Study links human diet, greenhouse gas emissions
Story Date: 3/26/2018

 

Source: Julie Larson Bricher, MEATINGPLACE, 3/23/18



Individuals who lower their caloric intake and animal-based food consumption may have an aggregate impact on reducing greenhouse gases (GHGs), according to researchers at the University of Michigan and Tulane University.


In a data analysis, researchers forecast that the 20 percent of U.S. diets with the highest carbon footprint accounted for 46 percent of total diet-related GHGs, and about eight times more emissions than the lowest quintile of diets. And beef consumption accounted for 72 percent of the emissions difference between the highest and lowest groups, according to the study.


The study has been published in the journal Environmental Research Letters and was funded by the Wellcome Trust, a biomedical research charity based in London. The researchers analyzed data already contained in databases to estimate the impact of U.S. dietary choices on GHG emissions, creating a database that evaluated the environmental impacts involved in producing more than 300 types of foods.


"Reducing the impact of our diets — by eating fewer calories and less animal-based foods — could achieve significant reductions in greenhouse gas emissions in the United States," Martin Heller, a researcher at the UM Center for Sustainable Systems in the School for Environment and Sustainability, said in a university press release.


The study estimated the GHG emissions associated with food production only, not the processing, packaging, distribution, refrigeration and cooking of those foods, which, if included, would likely increase total emissions by 30 percent or more, Heller said.


Debate
The study making the diet-GHG link is only the latest voice heard in the debate over the meat industry’s overall role in greenhouse gas emissions, dating back to the U.N. Food and Agriculture Organization’s “Livestock’s Long Shadow” report in 2006.


Other studies have suggested that eliminating food animals from diets or from U.S. production would not appreciably reduce greenhouse gases and would increase nutrient deficiencies. For example, in an October 2017 study, researchers from Virginia Tech and USDA Agricultural Research Service determined that eliminating food animals from U.S. production would reduce greenhouse gas emissions by only 28 percent, because the need to produce additional food crops and use more synthetic fertilizer to replace manure would prompt their own associated GHG increases. That would represent a drop of only about 2.6 percent of total U.S. emissions. In addition, eliminating animal-based foods from the diet would increase deficiencies in calcium, vitamins A and B12 and some important fatty acids.


In response to the UM/Tulane study, Sara E. Place, the National Cattlemen’s Beef Association’s senior director for sustainable beef production research, noted in a statement provided to Meatingplace, “The paper by Heller and others is quite comprehensive but has the same challenges as many diet-related GHG assessments.” In summary, she said, the study assumes that current life cycle estimates of environmental impacts of different food items would apply even when the whole food system has changed dramatically – such as a significant portion of  the U.S. dietary patterns -- when in fact this is unknown. 


Place also faulted the study for assuming a single or very narrow range of carbon footprints for individual food items, when those data points are changing all the time. “For example, U.S. beef’s carbon footprint declined by 16 percent from 1977 to 2007, according to research published in the Journal of Animal Science,” she said.


Carbon footprints are just one component of sustainability, whereas a more holistic approach takes into account tradeoffs, such as the fact that ruminant animals, while producing more methane, also digest plants that are inedible by humans and so make use of land resources that may otherwise be useless as a source of food.


“Using single factors such as carbon footprints to assess the sustainability of diets may lead us to conclusions that are not holistically sustainable for our food system to responsibly meet human nutrient requirements,” Place said. 


What about cars?
According to the Environmental Protection Agency, livestock, the commodity group most criticized in the present study, is responsible for 3.8 percent of all GHG emissions. U.S. livestock production has a far lower carbon footprint than the U.S. transportation sector’s footprint of 27 percent and the energy sector’s footprint of 31 percent.


“In short, what we eat matters environmentally to some degree, but it pales compared to what we drive or how we use energy. So, have the burger. Just make sure you walk to the restaurant," said Frank Mitloehner, professor and air quality extension specialist for the Department of Animal Science at the University of California-Davis.

For more stories, go to www.meatingplace.com.

























   Copyright © 2007 North Carolina Agribusiness Council, Inc. All Rights Reserved.
   All use of this Website is subject to our
Terms of Use Agreement and our Privacy Policy.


TRY IT: As written and without pictures, set down the lines from the one that contains "Enclose doll in a rectangle." through the end of the data.

====== RECORD SET ======

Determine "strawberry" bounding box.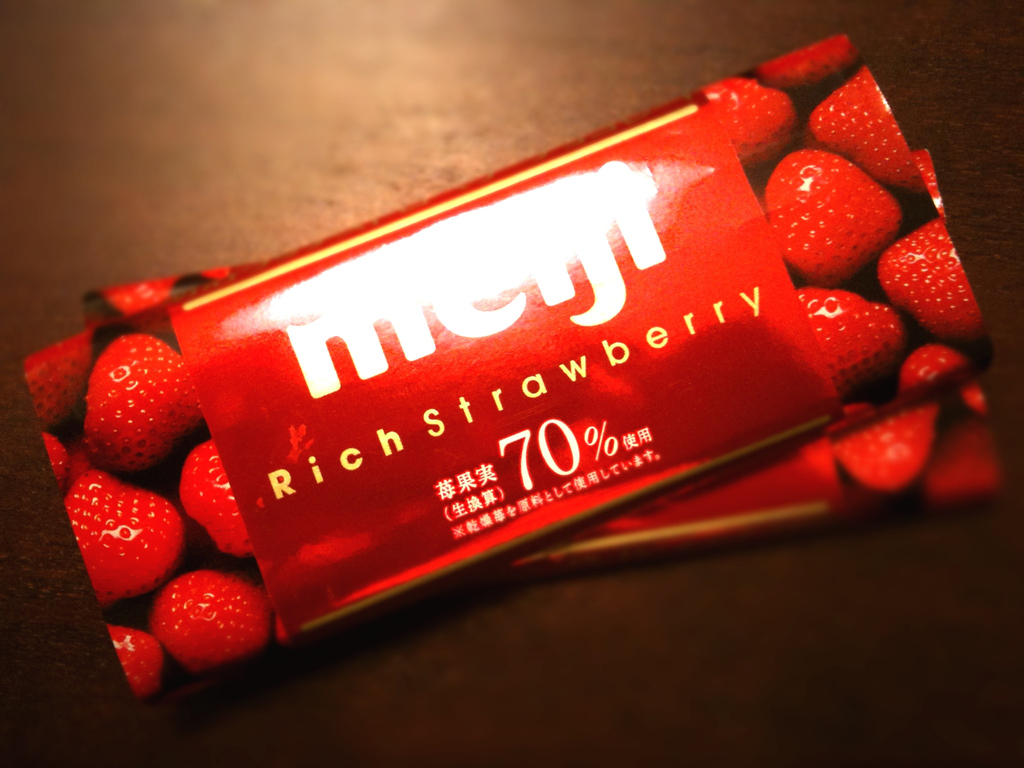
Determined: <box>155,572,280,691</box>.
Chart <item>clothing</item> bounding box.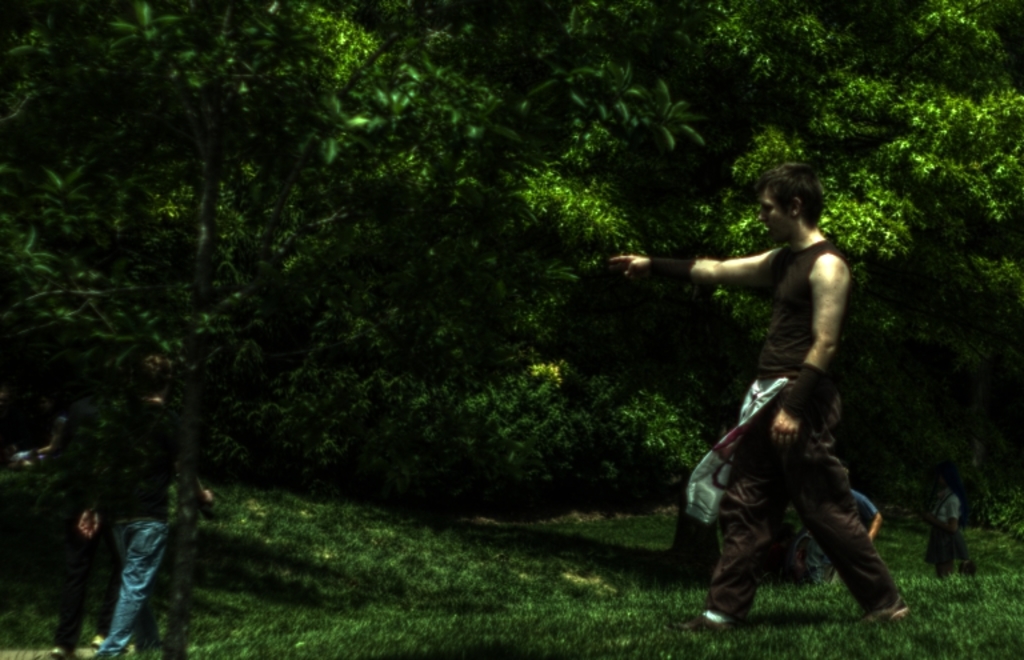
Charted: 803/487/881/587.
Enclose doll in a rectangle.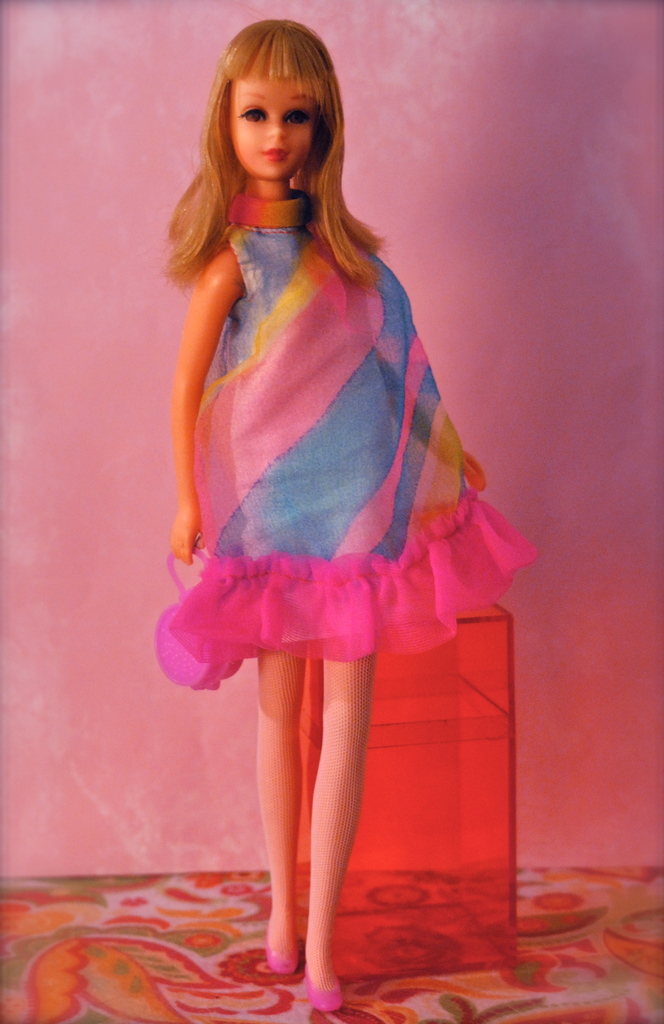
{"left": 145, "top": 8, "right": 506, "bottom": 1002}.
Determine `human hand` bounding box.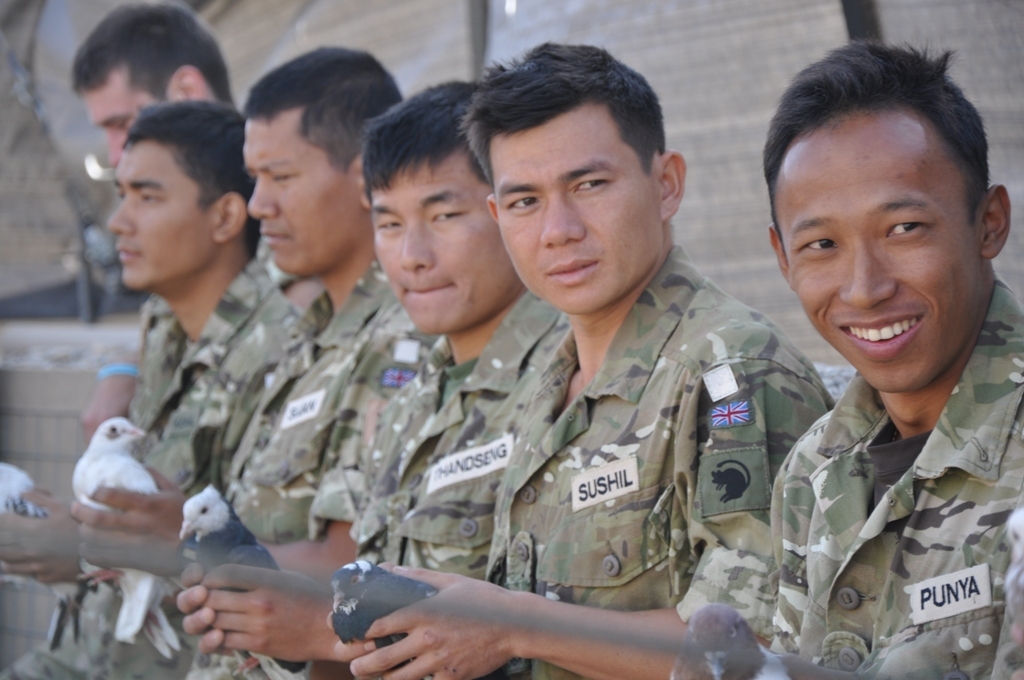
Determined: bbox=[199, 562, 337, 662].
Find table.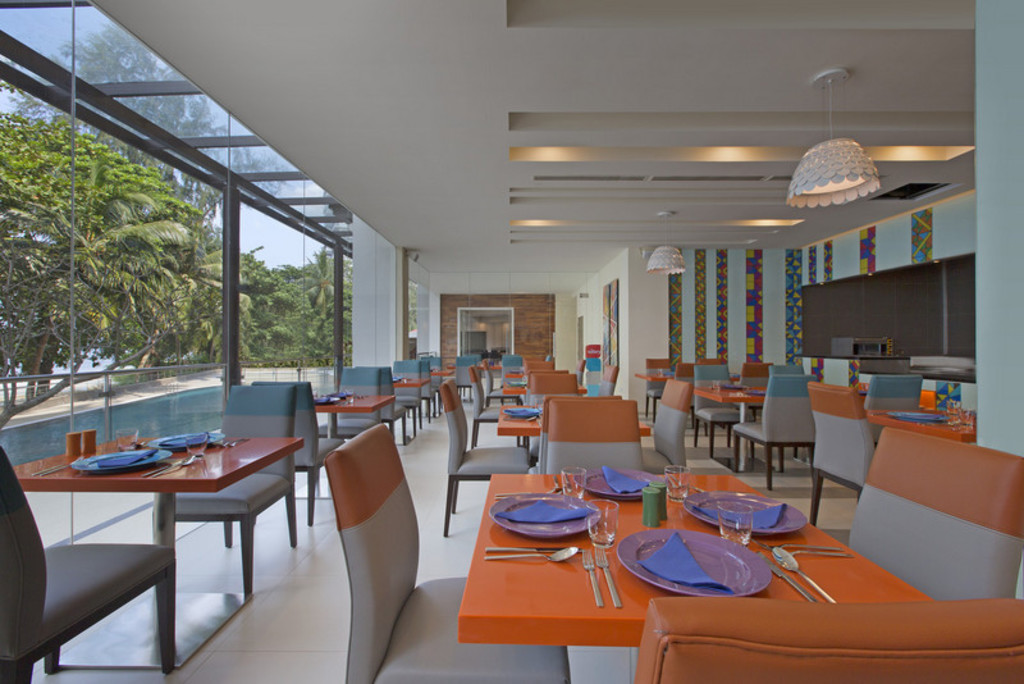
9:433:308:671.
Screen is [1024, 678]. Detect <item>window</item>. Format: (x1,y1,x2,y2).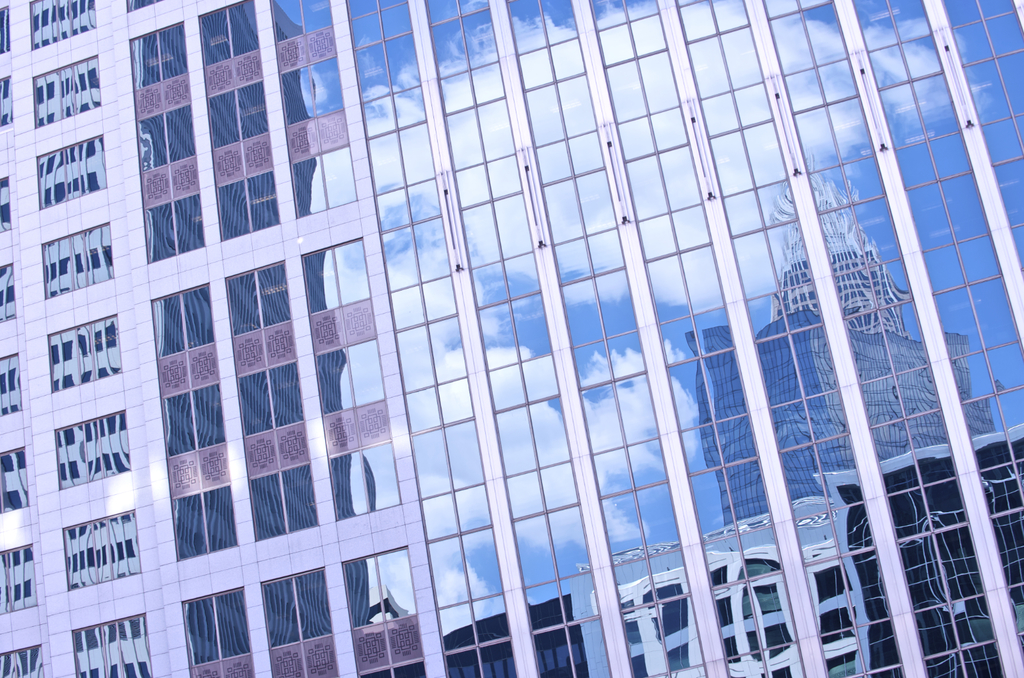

======

RESPONSE AREA:
Enclose doll in a rectangle.
{"left": 145, "top": 8, "right": 506, "bottom": 1002}.
Determine `human hand` bounding box.
Determined: bbox=[199, 562, 337, 662].
Find table.
9:433:308:671.
Screen is [1024, 678]. Detect <item>window</item>. Format: (x1,y1,x2,y2).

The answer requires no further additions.